This issue of the BDJ contains a first. The article entitled 'Artificial intelligence in healthcare and education'1 has been written by the artificial intelligence (AI) software ChatGPT. There are many matters that we need to discuss surrounding the use of AI both in dentistry and in the wider context of society and this really is a beginning.

figure 1

As with any new technology, it presents threats and opportunities. Notwithstanding, the overriding impression I have is that much of the fear and bewilderment is born of people in general (myself included) not fully understanding the extent of AI, what it can do and what it can't do. For the article in this issue, the authors have been completely transparent in that they have utilised the software to produce the text. The point is that they could have written the article themselves but chose (in this case as an exercise) to use AI as a tool to make the task easier (perhaps) and to demonstrate its capabilities. They have not edited it at all and neither have we. So, for example, it is written in US English (e.g. utilized instead of utilised) which in a very minor way illustrates the principle of garbage in garbage out (GIGO) as touched upon by Professor Bornstein also in this issue in a BDJ Perspectives view.2 Not that I am suggesting the current AI article is garbage only that it represents the output from the data sets available to it and the task which the authors asked of it. They could, for example, have presumably asked it to create the piece in UK English to align with the BDJ's style guide. In any event, the most important aspect is that the result is the AI software's unmodified view of the role of AI in healthcare and education and not necessarily that of the authors - or of the BDJ.

For me this is a central point. The application of AI as a tool is to be welcomed but a danger is that its use is not made transparent and the fear is that the tool gets out of control; beyond itself by apparently thinking for itself. The servant becomes the master. How likely this is to happen I do not know or understand but the possibility of such a scenario needs further explanation. It may be that only time will tell. What we can predict with certainty is that whatever technology is invented and developed, humans will manipulate it both for good and for evil. Drones have revolutionised aerial photography and cinematography and are also dropping bombs on people. The internet has thrown up electronic fraud as never before experienced but has simultaneously provided innumerable and hitherto unimaginable benefits from an apparently nerdy starting point of 'how interesting would it be to link lots of computers together?' It is the use to which we put innovation that can prove to be the threat rather than the technology itself.

Here too there is a rabbit hole of misunderstanding. In recent years, the term digital dentistry has emerged as a shorthand catch-all and yet in many ways it is so loose a definition as to be of little value. AI stands on the threshold of a similar fate, part of the confusion of which is that no one really understands what is actually being discussed. We need to receive greater clarification and we need to give enhanced detail about what we are describing and using, and how and why. In publishing, there are safeguards. We have for many years now used software to detect possible plagiarism in submissions. This has alerted us to cases in which our suspicions have led us to, at the very least, raise queries with authors and other instances where we have declined to proceed with any further consideration of the paper. We believe is has also acted as a deterrent and so it is reassuring that there is now also software that can detect AI plagiarism.3

What we can predict with certainty is that whatever technology is invented and developed, humans will manipulate it both for good and for evil.

Further, in its guidance to editors, Springer Nature advises the following: 'Large Language Models (LLMs), such as ChatGPT, do not currently satisfy our authorship criteria. Notably an attribution of authorship carries with it accountability for the work, which cannot be effectively applied to LLMs. We thus ask that the use of an LLM be properly documented in the Methods section (and acknowledgements, if appropriate) of the manuscript. If a Methods section is not available, the introduction section (or another appropriate section) can be used to document the use of the LLM.' The world evolves.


_What the task requires_:
Reproduce the full listing without a single change.

_Data to use_:
....
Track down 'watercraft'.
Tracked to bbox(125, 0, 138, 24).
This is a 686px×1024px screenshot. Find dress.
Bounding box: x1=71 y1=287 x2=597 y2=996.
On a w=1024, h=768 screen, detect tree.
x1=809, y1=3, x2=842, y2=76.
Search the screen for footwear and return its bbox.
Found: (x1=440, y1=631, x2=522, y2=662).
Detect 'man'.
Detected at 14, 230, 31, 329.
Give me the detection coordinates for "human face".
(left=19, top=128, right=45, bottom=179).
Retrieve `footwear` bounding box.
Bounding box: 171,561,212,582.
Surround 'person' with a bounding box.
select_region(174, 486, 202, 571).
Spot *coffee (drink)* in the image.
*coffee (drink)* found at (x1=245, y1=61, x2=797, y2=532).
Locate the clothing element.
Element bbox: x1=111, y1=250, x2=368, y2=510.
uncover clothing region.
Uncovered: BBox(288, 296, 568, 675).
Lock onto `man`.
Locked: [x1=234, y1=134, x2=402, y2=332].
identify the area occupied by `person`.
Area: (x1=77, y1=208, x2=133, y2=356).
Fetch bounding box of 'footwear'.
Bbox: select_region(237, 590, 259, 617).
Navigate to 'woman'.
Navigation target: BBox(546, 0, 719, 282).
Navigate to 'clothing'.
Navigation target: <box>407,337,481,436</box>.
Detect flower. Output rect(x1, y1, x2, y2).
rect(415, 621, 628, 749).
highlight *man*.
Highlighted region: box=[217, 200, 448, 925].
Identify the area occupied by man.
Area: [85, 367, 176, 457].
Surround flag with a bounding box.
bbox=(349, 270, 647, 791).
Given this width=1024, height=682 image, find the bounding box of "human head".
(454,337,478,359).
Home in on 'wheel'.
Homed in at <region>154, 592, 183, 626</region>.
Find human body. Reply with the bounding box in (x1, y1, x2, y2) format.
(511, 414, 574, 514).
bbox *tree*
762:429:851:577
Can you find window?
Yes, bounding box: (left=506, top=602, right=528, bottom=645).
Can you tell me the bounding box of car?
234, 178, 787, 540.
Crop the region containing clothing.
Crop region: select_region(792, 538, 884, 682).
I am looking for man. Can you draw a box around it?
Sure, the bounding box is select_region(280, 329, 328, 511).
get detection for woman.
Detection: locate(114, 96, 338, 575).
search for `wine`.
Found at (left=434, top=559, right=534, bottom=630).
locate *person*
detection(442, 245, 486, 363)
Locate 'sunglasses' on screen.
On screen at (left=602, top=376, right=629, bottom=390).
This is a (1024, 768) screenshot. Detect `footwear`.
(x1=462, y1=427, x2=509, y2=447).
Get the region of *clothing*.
....
_Result_:
Track down 'watercraft'.
Tracked to bbox(125, 0, 138, 24).
This is a 686px×1024px screenshot. Find dress.
Bounding box: x1=71 y1=287 x2=597 y2=996.
On a w=1024, h=768 screen, detect tree.
x1=809, y1=3, x2=842, y2=76.
Search the screen for footwear and return its bbox.
Found: (x1=440, y1=631, x2=522, y2=662).
Detect 'man'.
Detected at 14, 230, 31, 329.
Give me the detection coordinates for "human face".
(left=19, top=128, right=45, bottom=179).
Retrieve `footwear` bounding box.
Bounding box: 171,561,212,582.
Surround 'person' with a bounding box.
select_region(174, 486, 202, 571).
Spot *coffee (drink)* in the image.
*coffee (drink)* found at (x1=245, y1=61, x2=797, y2=532).
Locate the clothing element.
Element bbox: x1=111, y1=250, x2=368, y2=510.
uncover clothing region.
Uncovered: BBox(288, 296, 568, 675).
Lock onto `man`.
Locked: [x1=234, y1=134, x2=402, y2=332].
identify the area occupied by `person`.
Area: (x1=77, y1=208, x2=133, y2=356).
Fetch bounding box of 'footwear'.
Bbox: select_region(237, 590, 259, 617).
Navigate to 'woman'.
Navigation target: BBox(546, 0, 719, 282).
Navigate to 'clothing'.
Navigation target: <box>407,337,481,436</box>.
Detect flower. Output rect(x1, y1, x2, y2).
rect(415, 621, 628, 749).
highlight *man*.
Highlighted region: box=[217, 200, 448, 925].
Identify the area occupied by man.
Area: [85, 367, 176, 457].
Surround flag with a bounding box.
bbox=(349, 270, 647, 791).
Given this width=1024, height=682 image, find the bounding box of "human head".
(454,337,478,359).
Home in on 'wheel'.
Homed in at <region>154, 592, 183, 626</region>.
Find human body. Reply with the bounding box in (x1, y1, x2, y2) format.
(511, 414, 574, 514).
bbox *tree*
762:429:851:577
Can you find window?
Yes, bounding box: (left=506, top=602, right=528, bottom=645).
Can you tell me the bounding box of car?
234, 178, 787, 540.
Crop the region containing clothing.
Crop region: select_region(792, 538, 884, 682).
I am looking for man. Can you draw a box around it?
Sure, the bounding box is select_region(280, 329, 328, 511).
get detection for woman.
Detection: locate(114, 96, 338, 575).
search for `wine`.
Found at (left=434, top=559, right=534, bottom=630).
locate *person*
detection(442, 245, 486, 363)
Locate 'sunglasses' on screen.
On screen at (left=602, top=376, right=629, bottom=390).
This is a (1024, 768) screenshot. Detect `footwear`.
(x1=462, y1=427, x2=509, y2=447).
Get the region of *clothing*.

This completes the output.